I can't remember a time when I did not sing. My earliest memories are of singing with my mother while she baked bread or did the ironing. I sang my first solo in our church when I was four years old.
I did not begin any formal voice training until my voice broke when I was 14 years old. I grew up in a small village in Nova Scotia and was indeed fortunate to have Vivian Brand, a music educator par excellence, as my first singing teacher. She taught music in the schools in the nearby town. Every child or teenager who came in contact with her could sing because she firmly believes we are born to sing.
When I went to the University, the professor who taught School Music Education impressed upon us that all children, unless something is organically wrong, can sing. She gave us various skills, exercises and ideas, (including "tone matching" games) to use with children who were so-called "droners"--meaning they could not sing in tune. (She also impressed upon us that droners were most often children who had not been sung to at home.) These tone matching games developed and reinforced the coordination between the ear and the larynx. Once this is done the child sings in tune. It can be that simple.
I applied these skills when I taught school music in Montreal between the years 1962 and 1966, to children between age 6 and 13. In this four year span, dealing with hundreds of children, there was not one who, eventually, could not sing. At most, it took about three months (one half-hour class lesson per week) of tone matching exercises before all were "in tune" (and usually it took less); in the end they all sang and what fun they had doing so.
Why then are so many people reluctant to sing? Why do they feel they can not sing at all? It is a strange situation given the fact that children love to sing and their first attempts at speech are singing sounds. And it is even stranger, given that with the right help children can, and want to, sing. In my experience, people who are embarrassed to sing (or who think they cannot sing) almost always were told in school that they had an ugly voice, sang too loudly, that they did not know how to sing or were "droners." They were excluded from class singing or the choir and still feel hurt about it.
Children tend to believe what adults tell them and are, therefore, at the mercy of teachers and parents. If they are told they cannot sing, they will believe it. They will not be able to sing--at least not until their beliefs change. It is cruel to tell a child he does not know how to sing, and people suffer for years because of it. If you are someone this has happened to, then you have been deprived of a right that is as basic and natural as using your hands, skipping, or breathing.
This is a very good example of what F.M. Alexander meant when he said the way we think of a thing influences how we use it. In this case, a child being led to believe he cannot singinfluences his ability to sing. On the other hand, the way I was taught to think about children being born to sing enabled me to help them overcome the obstacles that prevented them from singing.
When we come to the training of singers, we see that almost every singing teacher thinks of the voice in a somewhat different way. These various ways of thinking result in just as many "techniques" or "methods" as there are teachers, each one attempting to produce a good sound. These "methods" are then reflected in the physical use of the singer as he attempts to put them into practice. Some approaches to singing are clear and trouble free, resulting in a generally well-coordinated use of the body. Others could not be more difficult, resulting in heavy muscular effort, gasping for breath, and unease.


- [Assigned task]: Go through the entries below and say how many lines contain the string "Values"; write only that number.

═════ Given entries ═════

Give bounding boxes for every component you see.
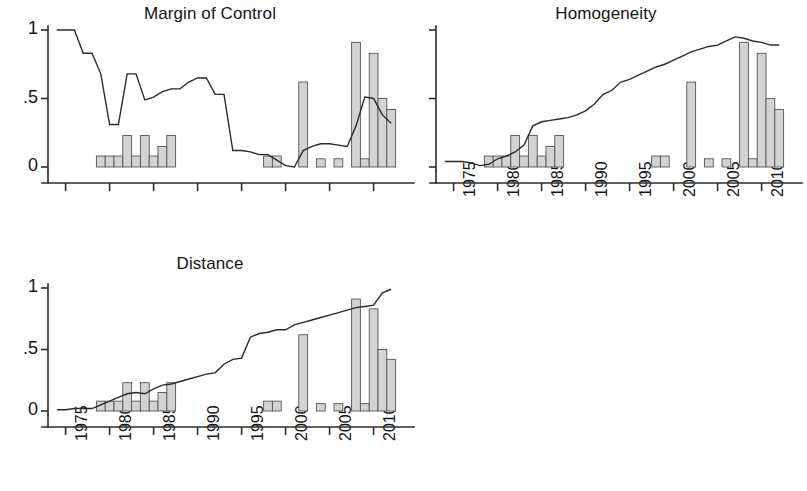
chart-panel-distance: Distance 0.51197519801985199019952000200… (0, 250, 420, 491)
bar (775, 109, 784, 167)
bar (105, 156, 114, 167)
bar (299, 82, 308, 167)
bar (378, 350, 387, 412)
bar (132, 401, 141, 411)
bar (158, 146, 167, 167)
bar (149, 156, 158, 167)
bar (740, 42, 749, 167)
bar (555, 135, 564, 167)
bar (334, 159, 343, 167)
bar (114, 156, 123, 167)
bar (272, 401, 281, 411)
trend-line (57, 30, 391, 167)
bar (687, 82, 696, 167)
bar (352, 42, 361, 167)
bar (757, 53, 766, 167)
bar (537, 156, 546, 167)
trend-line (445, 37, 779, 166)
bar (299, 335, 308, 411)
bar (546, 146, 555, 167)
bar (360, 404, 369, 411)
bar (352, 299, 361, 411)
bar (520, 156, 529, 167)
bar (264, 401, 273, 411)
bar (140, 383, 149, 411)
bar (334, 404, 343, 411)
plot-area-homogeneity (410, 0, 807, 257)
bar (123, 135, 132, 167)
bar (167, 135, 176, 167)
bar (704, 159, 713, 167)
bar (387, 359, 396, 411)
chart-panel-homogeneity: Homogeneity 1975198019851990199520002005… (410, 0, 802, 250)
bar (660, 156, 669, 167)
bar (387, 109, 396, 167)
bar (149, 401, 158, 411)
plot-area-margin-of-control (0, 0, 420, 257)
bar (316, 159, 325, 167)
bar (114, 401, 123, 411)
bar (652, 156, 661, 167)
bar (167, 383, 176, 411)
bar (369, 53, 378, 167)
bar (96, 156, 105, 167)
bar (158, 393, 167, 411)
bar (722, 159, 731, 167)
bar (140, 135, 149, 167)
bar (748, 159, 757, 167)
bar (766, 99, 775, 168)
bar (316, 404, 325, 411)
bar (132, 156, 141, 167)
trend-line (57, 289, 391, 410)
chart-panel-margin-of-control: Margin of Control 0.51 (0, 0, 420, 250)
bar (123, 383, 132, 411)
bar (360, 159, 369, 167)
bar (369, 309, 378, 411)
bar (264, 156, 273, 167)
bar (528, 135, 537, 167)
plot-area-distance (0, 250, 420, 491)
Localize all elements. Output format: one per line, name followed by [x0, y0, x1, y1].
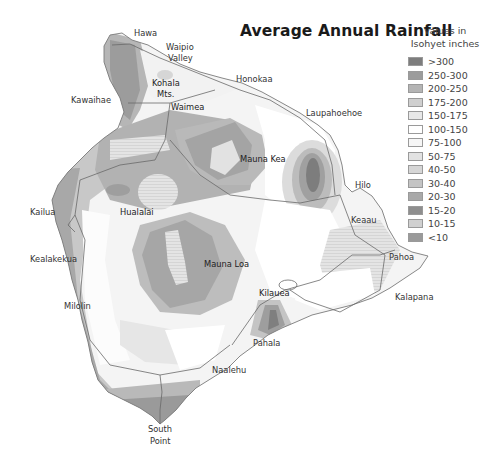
place-label-kohala-line2: Mts.: [157, 89, 174, 100]
place-label-kalapana: Kalapana: [395, 292, 433, 303]
place-label-kohala-line1: Kohala: [152, 78, 180, 89]
place-label-waipio-line2: Valley: [168, 53, 193, 64]
legend-item: 40-50: [408, 163, 490, 177]
place-label-kailua: Kailua: [30, 207, 55, 218]
legend-swatch: [408, 233, 423, 242]
place-label-hualalai: Hualalai: [120, 207, 154, 218]
legend-label: 75-100: [428, 137, 462, 148]
legend-heading-line1: Values in: [400, 24, 490, 37]
legend-item: <10: [408, 231, 490, 245]
place-label-waimea: Waimea: [171, 102, 204, 113]
place-label-south-point-line1: South: [148, 424, 172, 435]
legend-label: <10: [428, 232, 448, 243]
legend-item: 200-250: [408, 82, 490, 96]
legend-swatch: [408, 165, 423, 174]
place-label-pahala: Pahala: [253, 338, 280, 349]
legend-label: 100-150: [428, 124, 468, 135]
legend-item: 75-100: [408, 136, 490, 150]
legend-label: 200-250: [428, 83, 468, 94]
legend-item: 20-30: [408, 190, 490, 204]
place-label-mauna-loa: Mauna Loa: [204, 259, 249, 270]
place-label-pahoa: Pahoa: [389, 252, 414, 263]
legend-swatch: [408, 138, 423, 147]
legend-swatch: [408, 179, 423, 188]
legend-swatch: [408, 206, 423, 215]
legend-label: 175-200: [428, 97, 468, 108]
legend-swatch: [408, 98, 423, 107]
legend-swatch: [408, 152, 423, 161]
legend-label: 40-50: [428, 164, 456, 175]
legend-item: 10-15: [408, 217, 490, 231]
legend: Values in Isohyet inches >300 250-300 20…: [408, 24, 490, 244]
place-label-naalehu: Naalehu: [212, 365, 246, 376]
legend-swatch: [408, 125, 423, 134]
legend-label: 250-300: [428, 70, 468, 81]
place-label-mauna-kea: Mauna Kea: [240, 154, 286, 165]
place-label-hawa: Hawa: [134, 28, 157, 39]
legend-list: >300 250-300 200-250 175-200 150-175 100…: [408, 55, 490, 244]
place-label-south-point-line2: Point: [150, 436, 171, 447]
legend-item: 15-20: [408, 204, 490, 218]
place-label-kealakekua: Kealakekua: [30, 254, 77, 265]
place-label-keaau: Keaau: [351, 215, 377, 226]
place-label-kilauea: Kilauea: [259, 288, 290, 299]
legend-swatch: [408, 71, 423, 80]
legend-heading-line2: Isohyet inches: [400, 37, 490, 50]
legend-item: 100-150: [408, 123, 490, 137]
legend-item: 150-175: [408, 109, 490, 123]
place-label-hilo: Hilo: [355, 180, 371, 191]
legend-item: 175-200: [408, 96, 490, 110]
place-label-kawaihae: Kawaihae: [71, 95, 111, 106]
place-label-waipio-line1: Waipio: [166, 42, 194, 53]
legend-label: 50-75: [428, 151, 456, 162]
legend-label: 150-175: [428, 110, 468, 121]
legend-label: 10-15: [428, 218, 456, 229]
legend-item: 250-300: [408, 69, 490, 83]
legend-swatch: [408, 84, 423, 93]
legend-label: 20-30: [428, 191, 456, 202]
legend-swatch: [408, 111, 423, 120]
legend-label: 30-40: [428, 178, 456, 189]
legend-swatch: [408, 192, 423, 201]
legend-swatch: [408, 219, 423, 228]
legend-item: >300: [408, 55, 490, 69]
legend-label: >300: [428, 56, 454, 67]
legend-label: 15-20: [428, 205, 456, 216]
place-label-laupahoehoe: Laupahoehoe: [306, 108, 362, 119]
place-label-honokaa: Honokaa: [236, 74, 272, 85]
legend-item: 30-40: [408, 177, 490, 191]
legend-swatch: [408, 57, 423, 66]
place-label-milolin: Milolin: [64, 301, 91, 312]
legend-item: 50-75: [408, 150, 490, 164]
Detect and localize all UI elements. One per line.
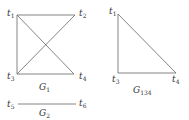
graph-diagram: t1 t2 t3 t4 G1 t5 t6 G2 t1 t3 t4 G134 xyxy=(0,0,189,120)
graph-g1: t1 t2 t3 t4 G1 xyxy=(7,8,87,93)
node-label-t3: t3 xyxy=(7,71,15,82)
node-label-t3: t3 xyxy=(112,74,120,85)
node-label-t1: t1 xyxy=(109,6,116,17)
graph-name-g134: G134 xyxy=(133,85,152,96)
node-label-t1: t1 xyxy=(7,8,14,19)
graph-name-g1: G1 xyxy=(39,82,50,93)
edge-t1-t4 xyxy=(118,14,176,73)
graph-name-g2: G2 xyxy=(39,108,50,119)
graph-g134: t1 t3 t4 G134 xyxy=(109,6,180,96)
node-label-t2: t2 xyxy=(79,8,87,19)
graph-g2: t5 t6 G2 xyxy=(7,98,87,119)
node-label-t4: t4 xyxy=(79,71,87,82)
node-label-t5: t5 xyxy=(7,99,15,110)
node-label-t6: t6 xyxy=(79,98,87,109)
node-label-t4: t4 xyxy=(172,74,180,85)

═════

- [Answer for this exercise]: 2